Germany has just announced its first monthly trade deficit in three decades and the chairman of the German Trade Union Federation warned that the country's key industries could collapse permanently due to high energy prices and shortages. The golden era of economic locomotives in the European Union (EU) has ended.
Over the past three decades, the competitiveness of German industries has been enhanced by cheap imports of Russian energy, while Europe's largest country has also become an important export market for German technology and goods. In previous centuries, the main theme of European politics was Germany's productive power and Russia's vast resources that could create a pillar of main power on the European continent.
The relationship between Germany and Russia has since always been in a dilemma: The partnership between the two giants will create challenges for rival powers such as the UK and the US, while the German-Russian conflict has previously turned Central and Eastern Europe into what British geologist James Fairgrieve calls the " zone of destruction".
The current NATO-Russia proxy war in Ukraine proves that this 19th and 20th century dilemma is still appropriate, although the 21st century war has a big difference: the world no longer has Europe as the center.
Moscow's goal for the Russia-Germany partnership is to build an inclusive Europe, although the initiative has now been replaced by a Russia-China partnership to build a Greater Europe-a. Russia's energy exports and other natural resources are being shifted to the East, while Russia is also increasingly importing important technologies and industrial products from the region.
A typical study on self-harm
RT quoted Professor Glenn Diesen, Eastern and Southern Norwegian University (USN), editor of Russia magazine on global issues, as saying that the economic crisis in Germany is a typical case of self-harm. After Moscow supported German reunification in the early 1990s, there was no response because Bonn, and then Berlin, abandoned agreements with Moscow on a European-wide security architecture based on soviet equality and inseparable security. Instead, Germany supports NATO's expansionism to create an inter-European system.

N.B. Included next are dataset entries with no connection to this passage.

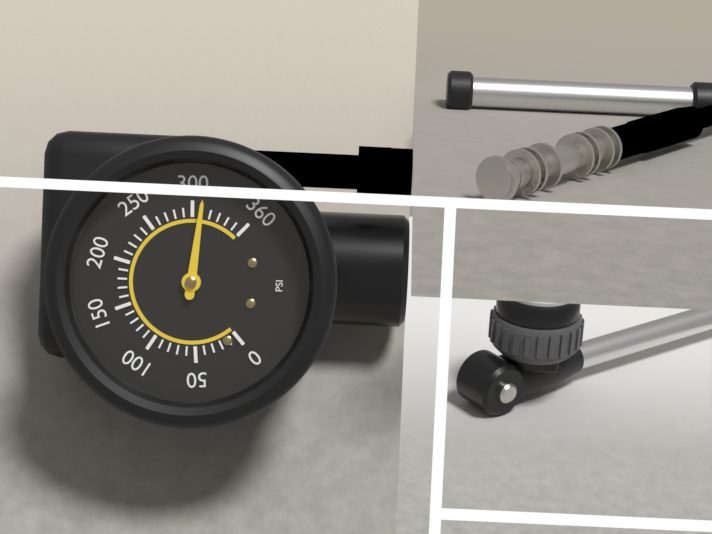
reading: 310 psi
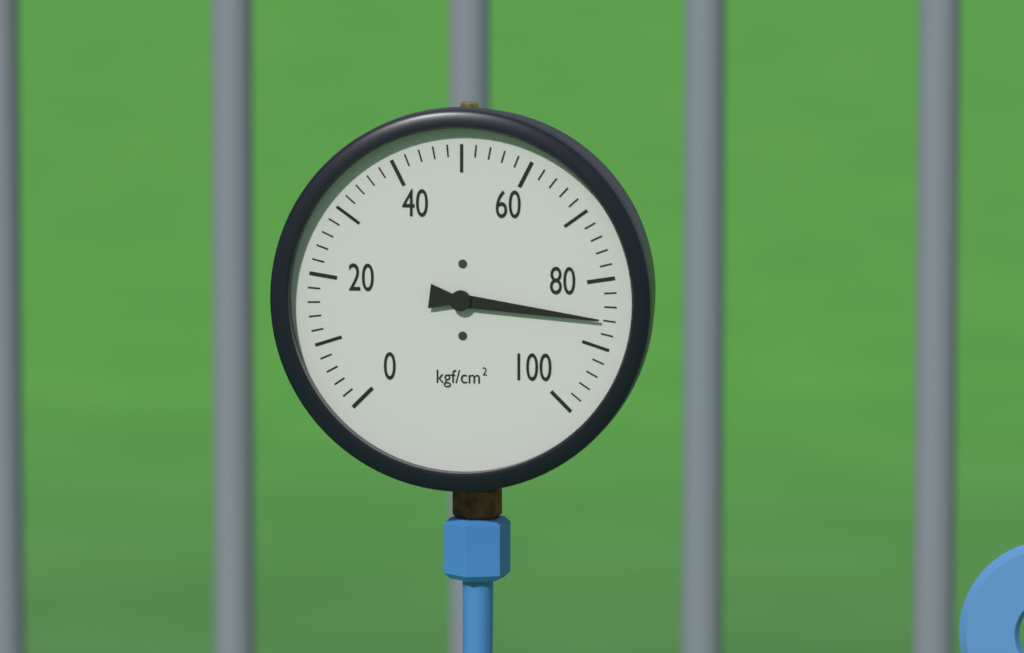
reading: 86 kgf/cm²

As a result, the centuries-long historical competition for influence in Central and Eastern Europe has been revived between Germany/ NATO and Russia over where the new dividing lines of Europe will be drawn. After the 2014 coup in Kiev, Ukraine has become a less reliable transit corridor for Russian energy. However, Germany has self-destroyed its energy security by opposing a number of Russian initiatives to diversify transport routes. Berlin has repeatedly threatened to reduce its dependence on Russian energy and therefore encouraged Russia to seek export markets in the East.
When Russia recognized the independence of the two countries in Donbass and deployed troops to Ukraine on February 24, Germany lifted the Nord Stream 2 pipeline, gained control of Gazprom's subsidiaries in its territory and imposed sanctions on Russian energy. There has been speculation for years that Russia will use energy weapons by cutting off energy supplies to Germany, although in the end, Russia did not need to do so because Germany caused this economic pain to itself - according to Professor Glenn Diesen
Escalating control in the multipolar era
In the post- literary era, when there was only one center of power, the West was largely given an advantage of escalation because it could increase pressure until opponents were forced to surrender.
However, in a multipolar world, it is impossible to base Europe's security on the principle of expanding a hostile military bloc towards the Russian border and then expect Moscow to adapt to these new realities.
In the emerging world order, sanctions on Russia only mean giving a huge market share to countries like China and India, in contrast to forcing Moscow to submit. While Germany is trying to seek expensive energy sources to replace cheap Russian fuel, Moscow is currently selling oil and gas at discounted prices to China and India as the country transitiones from Greater Europe to Greater Asia. As a result, Germany's industries will lose their competitiveness compared to Asian partners.
Double failure
The West is facing an economic crisis, due to unsustainable debt, rising inflation, declining competitiveness, and now there is an energy crisis. With the escalation causing more damage to Germany than Russia, it would be logical that Germany could pursue a reduction in the escalation by reviewing the decision to abandon the inter-European security agreements that were implemented in the early stages of the monopoly era.
But instead, Germany did not do so, and therefore doubled its failed policies.